Read Harder 2017

Read Harder 2017

Read Harder 2017

I love a challenge.

I mean, that’s a bit of an exaggeration. I do enjoy taking on exciting new challenges but there’s a sizeable part of my rabbit heart that quivers in anticipation of my inevitable failure.

But challenges aren’t necessarily about beating them. They’re about the progress you make when you try.

In that spirit, following my miserable failure of my Goodreads reading challenge last year (just 20-something out of 50), I’ve embraced another, hopefully even more fun reading challenge: Book Riot’s Read Harder 2017 challenge!

The challenge consists in reading books fulfilling any of list of 24 categories, six of which have been submitted by authors, in order to broaden your intake. The categories are as follows:

  1. Read a book about sports.
  2. Read a debut novel.
  3. Read a book about books.
  4. Read a book set in Central or South America, written by a Central or South American author.
  5. Read a book by an immigrant or with a central immigration narrative.
  6. Read an all-ages comic.
  7. Read a book published between 1900 and 1950.
  8. Read a travel memoir.
  9. Read a book you’ve read before.
  10. Read a book that is set within 100 miles of your location.
  11. Read a book that is set more than 5000 miles from your location.
  12. Read a fantasy novel.
  13. Read a nonfiction book about technology.
  14. Read a book about war.
  15. Read a YA or middle grade novel by an author who identifies as LGBTQ+.
  16. Read a book that has been banned or frequently challenged in your country.
  17. Read a classic by an author of color.
  18. Read a superhero comic with a female lead.
  19. Read a book in which a character of color goes on a spiritual journey (From Daniel José Older, author of Salsa Nocturna, the Bone Street Rumba urban fantasy series, and YA novel Shadowshaper)
  20. Read an LGBTQ+ romance novel (From Sarah MacLean, author of ten bestselling historical romance novels)
  21. Read a book published by a micropress. (From Roxane Gay, bestselling author of Ayiti, An Untamed State, Bad Feminist, Marvel’s World of Wakanda, and the forthcoming Hunger and Difficult Women)
  22. Read a collection of stories by a woman. (From Celeste Ng, author Everything I Never Told You and the forthcoming Little Fires Everywhere)
  23. Read a collection of poetry in translation on a theme other than love. (From Ausma Zehanat Khan, author of the Esa Khattak/Rachel Getty mystery series, including The Unquiet Dead, The Language of Secrets, and the forthcoming Among the Ruins)
  24. Read a book wherein all point-of-view characters are people of color. (From Jacqueline Koyanagi, author of sci-fi novel Ascension)

Some of the categories above push me well outside my comfort zone—a book about sports?! does robot fighting count?—but I get the feel that that’s the entire point. I’m certain I can do this.

I’ve already earmarked a couple of books I’ve been meaning to get into for some time: Malinda Lo’s Huntress, which hits one of my favourite tropes, a badass lady character with a sword, and which falls under both a fantasy novel and a YA/MG novel by an LGBTQ+ author; and Helen Oyeyemi’s What Is Not Yours Is Not Yours, a short story collection by a woman. Number 18, a superhero comic with a female lead, shouldn’t be too difficult, as that’s my normal reading matter in comics. I also am 100% that I have a non-fiction book about technology already buried in my teetering TBR mountain range.

I remain quietly confident, and actually exuberant about a year full of new books. God knows it can only be a cheering prospect in a year so scary as this one seems now. Let’s do this, 2017!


WORK INSTRUCTIONS: Retype every entry precisely and keep each line whole.

[[ INFORMATION, beginning ]]

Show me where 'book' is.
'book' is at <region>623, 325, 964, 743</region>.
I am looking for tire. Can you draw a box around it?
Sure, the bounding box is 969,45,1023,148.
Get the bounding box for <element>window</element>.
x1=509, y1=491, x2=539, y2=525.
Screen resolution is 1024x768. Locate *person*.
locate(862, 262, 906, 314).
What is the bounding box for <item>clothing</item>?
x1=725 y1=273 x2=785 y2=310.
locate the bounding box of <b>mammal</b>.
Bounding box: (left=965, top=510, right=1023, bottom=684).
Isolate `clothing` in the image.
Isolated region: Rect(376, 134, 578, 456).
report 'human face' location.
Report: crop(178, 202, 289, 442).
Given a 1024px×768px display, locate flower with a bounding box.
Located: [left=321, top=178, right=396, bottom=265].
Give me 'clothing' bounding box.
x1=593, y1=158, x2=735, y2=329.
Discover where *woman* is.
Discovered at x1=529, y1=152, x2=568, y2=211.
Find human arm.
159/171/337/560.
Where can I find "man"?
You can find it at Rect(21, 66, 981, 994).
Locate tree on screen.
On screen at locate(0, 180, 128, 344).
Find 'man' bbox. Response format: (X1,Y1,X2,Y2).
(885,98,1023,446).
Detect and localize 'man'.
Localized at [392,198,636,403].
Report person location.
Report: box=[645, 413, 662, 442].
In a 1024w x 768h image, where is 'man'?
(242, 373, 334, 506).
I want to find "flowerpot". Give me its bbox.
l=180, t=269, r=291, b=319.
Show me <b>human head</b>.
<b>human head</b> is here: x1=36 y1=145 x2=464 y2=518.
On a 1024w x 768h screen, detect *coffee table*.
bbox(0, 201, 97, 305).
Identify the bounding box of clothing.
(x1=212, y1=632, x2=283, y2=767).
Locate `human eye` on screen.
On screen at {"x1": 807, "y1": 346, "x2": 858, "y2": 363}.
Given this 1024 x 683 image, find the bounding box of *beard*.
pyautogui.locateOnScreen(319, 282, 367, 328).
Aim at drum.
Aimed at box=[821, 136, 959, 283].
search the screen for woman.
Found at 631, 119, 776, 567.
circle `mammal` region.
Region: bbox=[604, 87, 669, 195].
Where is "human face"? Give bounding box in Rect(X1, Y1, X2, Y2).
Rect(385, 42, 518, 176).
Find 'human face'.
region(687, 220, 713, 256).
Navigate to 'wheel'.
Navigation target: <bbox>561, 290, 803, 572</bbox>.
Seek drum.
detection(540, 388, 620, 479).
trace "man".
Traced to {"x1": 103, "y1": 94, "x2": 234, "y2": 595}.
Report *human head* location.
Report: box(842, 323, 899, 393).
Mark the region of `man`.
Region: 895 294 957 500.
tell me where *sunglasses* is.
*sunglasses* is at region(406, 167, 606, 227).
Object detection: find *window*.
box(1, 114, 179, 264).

[[ INFORMATION, end ]]

SOLUTION TO THE PROBLEM:
Show me where 'book' is.
'book' is at <region>623, 325, 964, 743</region>.
I am looking for tire. Can you draw a box around it?
Sure, the bounding box is 969,45,1023,148.
Get the bounding box for <element>window</element>.
x1=509, y1=491, x2=539, y2=525.
Screen resolution is 1024x768. Locate *person*.
locate(862, 262, 906, 314).
What is the bounding box for <item>clothing</item>?
x1=725 y1=273 x2=785 y2=310.
locate the bounding box of <b>mammal</b>.
Bounding box: (left=965, top=510, right=1023, bottom=684).
Isolate `clothing` in the image.
Isolated region: Rect(376, 134, 578, 456).
report 'human face' location.
Report: crop(178, 202, 289, 442).
Given a 1024px×768px display, locate flower with a bounding box.
Located: [left=321, top=178, right=396, bottom=265].
Give me 'clothing' bounding box.
x1=593, y1=158, x2=735, y2=329.
Discover where *woman* is.
Discovered at x1=529, y1=152, x2=568, y2=211.
Find human arm.
159/171/337/560.
Where can I find "man"?
You can find it at Rect(21, 66, 981, 994).
Locate tree on screen.
On screen at locate(0, 180, 128, 344).
Find 'man' bbox. Response format: (X1,Y1,X2,Y2).
(885,98,1023,446).
Detect and localize 'man'.
Localized at [392,198,636,403].
Report person location.
Report: box=[645, 413, 662, 442].
In a 1024w x 768h image, where is 'man'?
(242, 373, 334, 506).
I want to find "flowerpot". Give me its bbox.
l=180, t=269, r=291, b=319.
Show me <b>human head</b>.
<b>human head</b> is here: x1=36 y1=145 x2=464 y2=518.
On a 1024w x 768h screen, detect *coffee table*.
bbox(0, 201, 97, 305).
Identify the bounding box of clothing.
(x1=212, y1=632, x2=283, y2=767).
Locate `human eye` on screen.
On screen at {"x1": 807, "y1": 346, "x2": 858, "y2": 363}.
Given this 1024 x 683 image, find the bounding box of *beard*.
pyautogui.locateOnScreen(319, 282, 367, 328).
Aim at drum.
Aimed at box=[821, 136, 959, 283].
search the screen for woman.
Found at 631, 119, 776, 567.
circle `mammal` region.
Region: bbox=[604, 87, 669, 195].
Where is "human face"? Give bounding box in Rect(X1, Y1, X2, Y2).
Rect(385, 42, 518, 176).
Find 'human face'.
region(687, 220, 713, 256).
Navigate to 'wheel'.
Navigation target: <bbox>561, 290, 803, 572</bbox>.
Seek drum.
detection(540, 388, 620, 479).
trace "man".
Traced to {"x1": 103, "y1": 94, "x2": 234, "y2": 595}.
Report *human head* location.
Report: box(842, 323, 899, 393).
Mark the region of `man`.
Region: 895 294 957 500.
tell me where *sunglasses* is.
*sunglasses* is at region(406, 167, 606, 227).
Object detection: find *window*.
box(1, 114, 179, 264).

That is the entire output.